### [Input for this task]
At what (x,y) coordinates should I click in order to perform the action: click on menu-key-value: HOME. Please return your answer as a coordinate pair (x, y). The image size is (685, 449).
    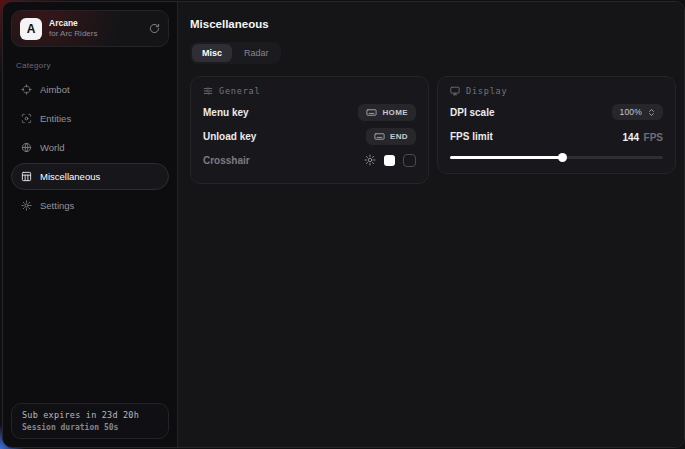
    Looking at the image, I should click on (395, 112).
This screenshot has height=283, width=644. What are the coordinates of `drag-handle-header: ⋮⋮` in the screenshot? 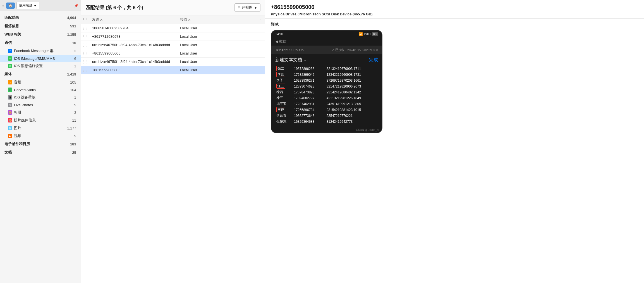 It's located at (85, 20).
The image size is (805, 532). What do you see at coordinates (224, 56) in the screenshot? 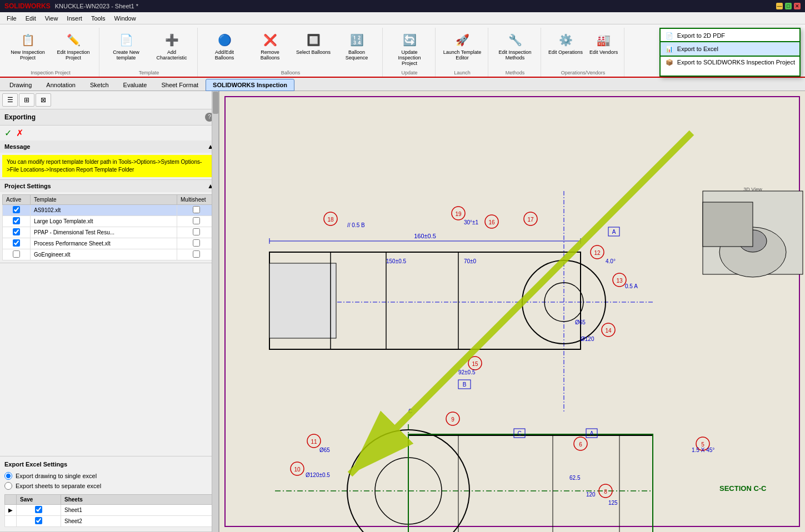
I see `add-edit-balloons-label: Add/Edit Balloons` at bounding box center [224, 56].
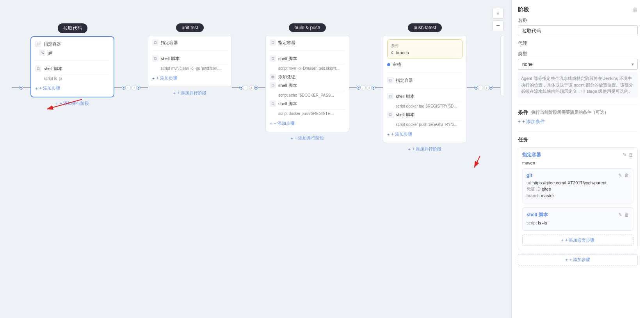 The image size is (644, 318). Describe the element at coordinates (134, 88) in the screenshot. I see `connector-plus-1: +` at that location.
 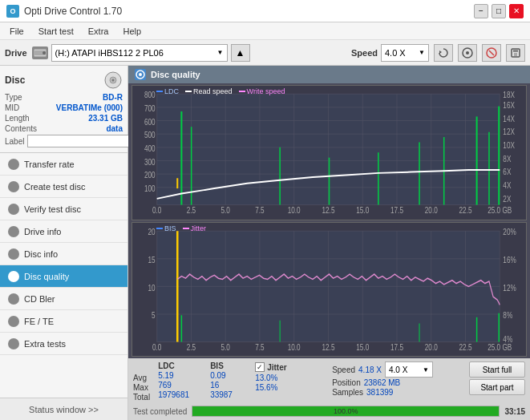 What do you see at coordinates (329, 411) in the screenshot?
I see `progress-row: Test completed 100.0% 33:15` at bounding box center [329, 411].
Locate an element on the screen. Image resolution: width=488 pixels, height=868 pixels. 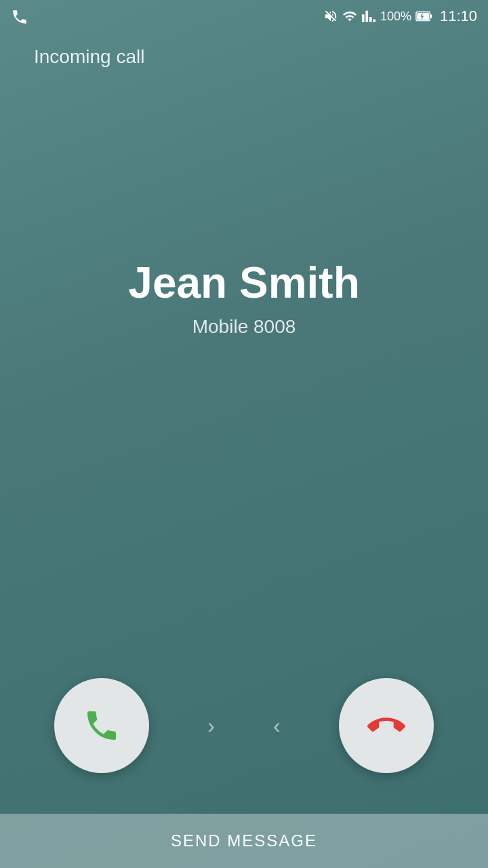
battery-icon is located at coordinates (424, 16).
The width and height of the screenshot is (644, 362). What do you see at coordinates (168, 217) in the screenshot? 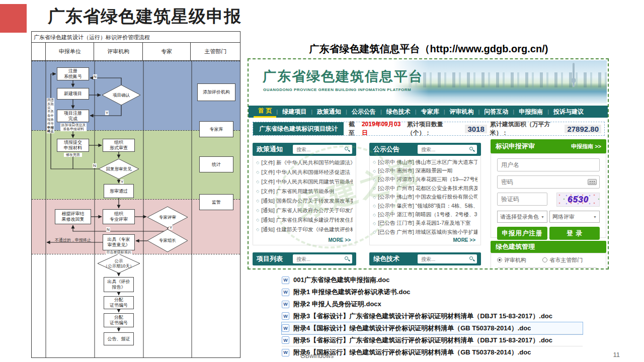
I see `flowchart-node-expert-review: 专家评审` at bounding box center [168, 217].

### [Work task]
Nothing but the lines from the one containing "Locate an element" through the last line of the records should appear in the copy, exactly as written and without pictures.

### [Exercise response]
Locate an element on the screen. Image resolution: width=488 pixels, height=868 pixels. 
battery-icon is located at coordinates (424, 16).
The width and height of the screenshot is (644, 362). What do you see at coordinates (168, 217) in the screenshot? 
I see `flowchart-node-expert-review: 专家评审` at bounding box center [168, 217].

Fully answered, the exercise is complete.